AN eccentric Winchester resident famous for burping has attracted more than 2,000 "friends" on an Internet site in the months since he died.
Ron "The Burping Man" Purse, pictured, has collected the friends on social networking site Facebook after a special page to celebrate his life, called the "Burping Ron Appreciation Society", was set up on the site last November.
Since then 2,084 Facebook members have joined the society with people logging on from across the world.
A second tribute page, called RIP Burping Ron, has also been set up. It has over 250 members.
Mr Purse, who died aged 71, was well-known in Winchester for his many eccentricities which included a habit of burping while he was speaking to people and for wheeling a pram around the city in which he would keep everything from old clothes to cabbages.
Friends described how he would always greet them in his trademark squeaky voice, normally accompanied by his catchphrase soon be Christmas', while handing out presents he had found on the street.
Many of those listed on his page met Mr Purse, who lived in Highcliffe, while at university in the city however tributes on his page have come from as far afield as the USA and Australia. So well known was "Burping Ron", that at this year's Hat Festival, the organisers even staged a special pram race to remember him.
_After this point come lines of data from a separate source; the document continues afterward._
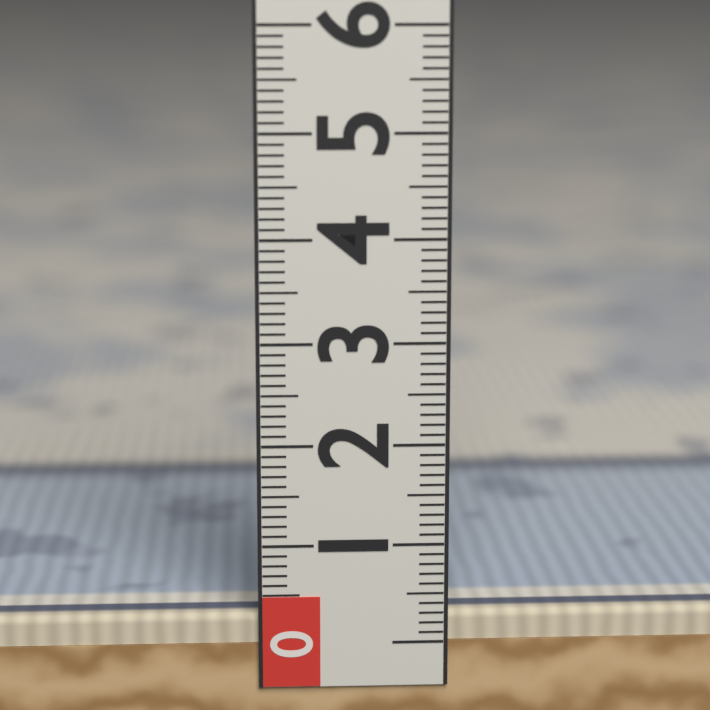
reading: 0.3 (no unit)
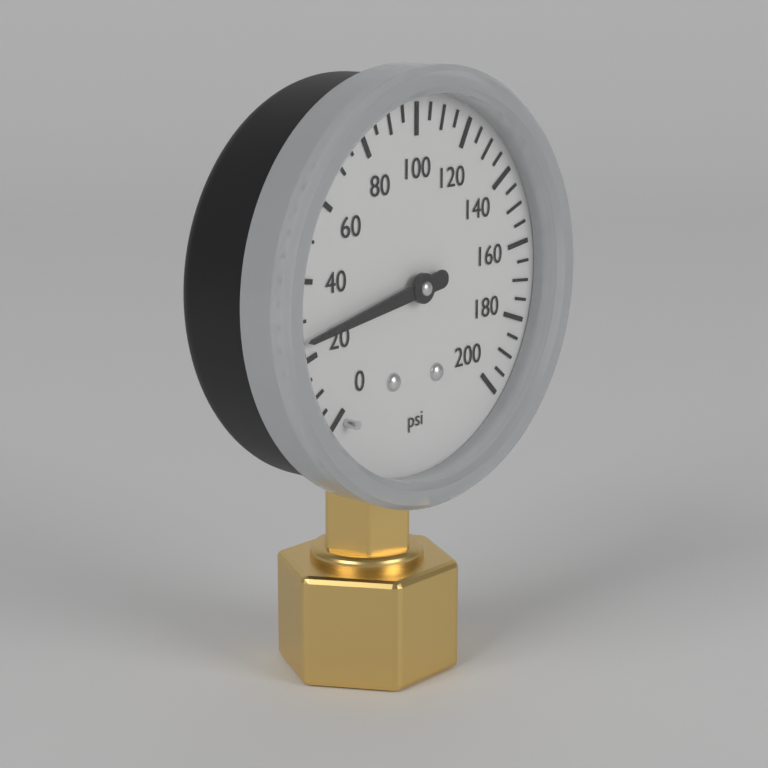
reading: 25 psi
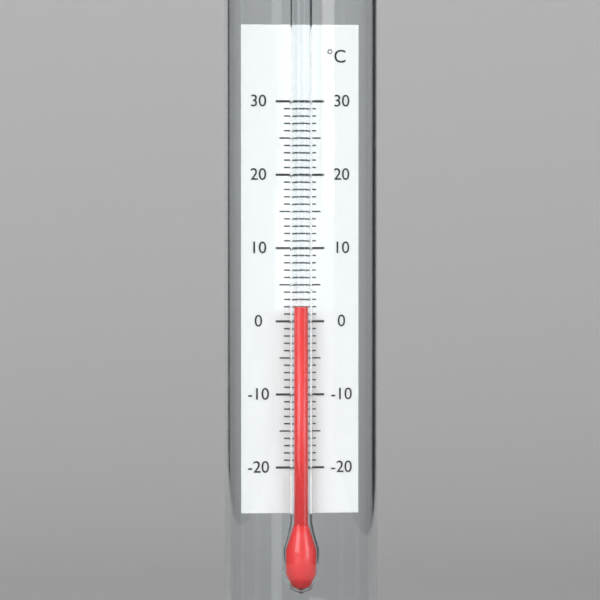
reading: 2 °C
A portrait of him done 25 years ago by well known artist Trevor Percy-Lancaster, who was tragically killed in Canada by a bear in 1992, has also been donated to Winchester City Council by his family and will go on display next year.
Mr Purse even managed to cause a stir in the city in June this year, six-months after his funeral, when the new resident at his former home in Fivefields Road called police saying she had found a WWII bomb in her garden.
The unexploded device had been discovered in a pile of detritus in his back garden and was later taken to the nearby King George V playing fields in Bar End where Army bomb disposal experts blew it up in a controlled explosion.